↓
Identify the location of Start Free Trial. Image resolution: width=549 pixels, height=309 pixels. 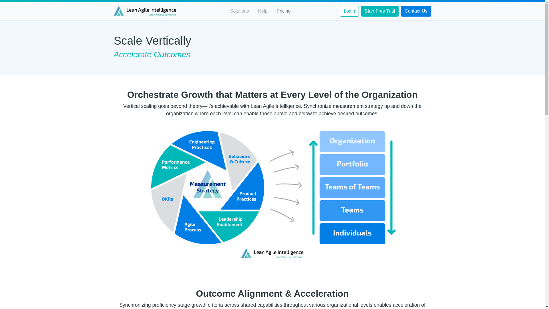
(380, 11).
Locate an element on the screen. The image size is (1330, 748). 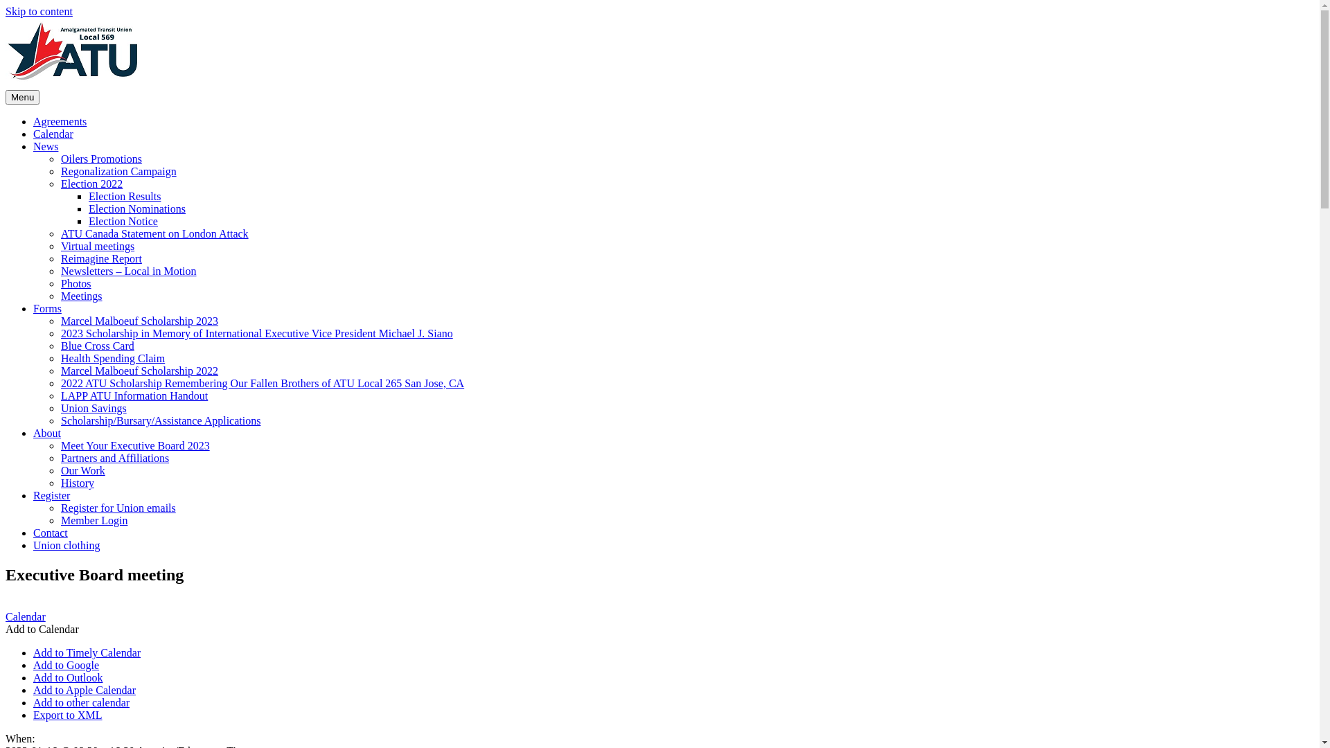
Export to XML is located at coordinates (68, 715).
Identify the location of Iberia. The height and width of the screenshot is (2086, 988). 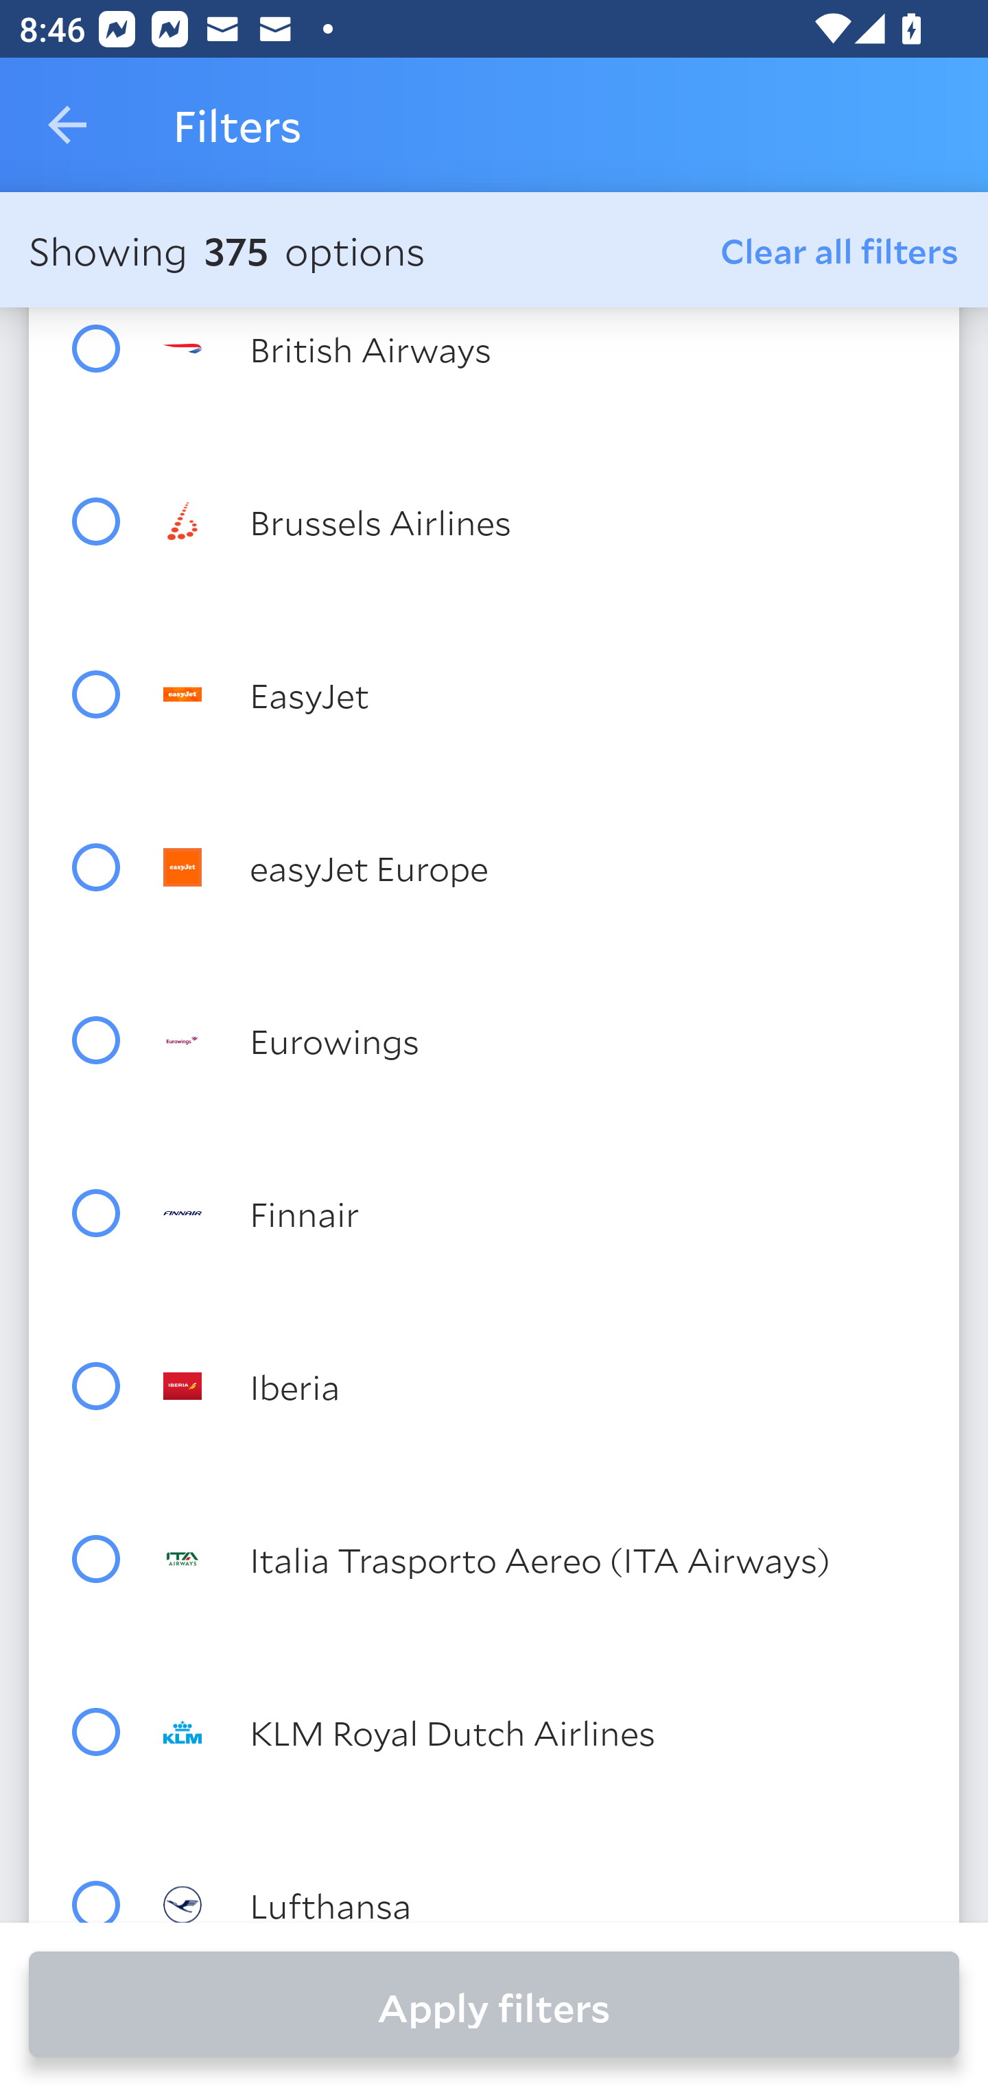
(542, 1386).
↑
WHAT IS EXPECTED: If an entry above holds a picture, omit the picture but retype everything else exactly.

RESULT:
Identify the location of Start Free Trial. Image resolution: width=549 pixels, height=309 pixels. 
(380, 11).
Locate an element on the screen. The image size is (1330, 748). 
Export to XML is located at coordinates (68, 715).
Identify the location of Iberia. The height and width of the screenshot is (2086, 988). 
(542, 1386).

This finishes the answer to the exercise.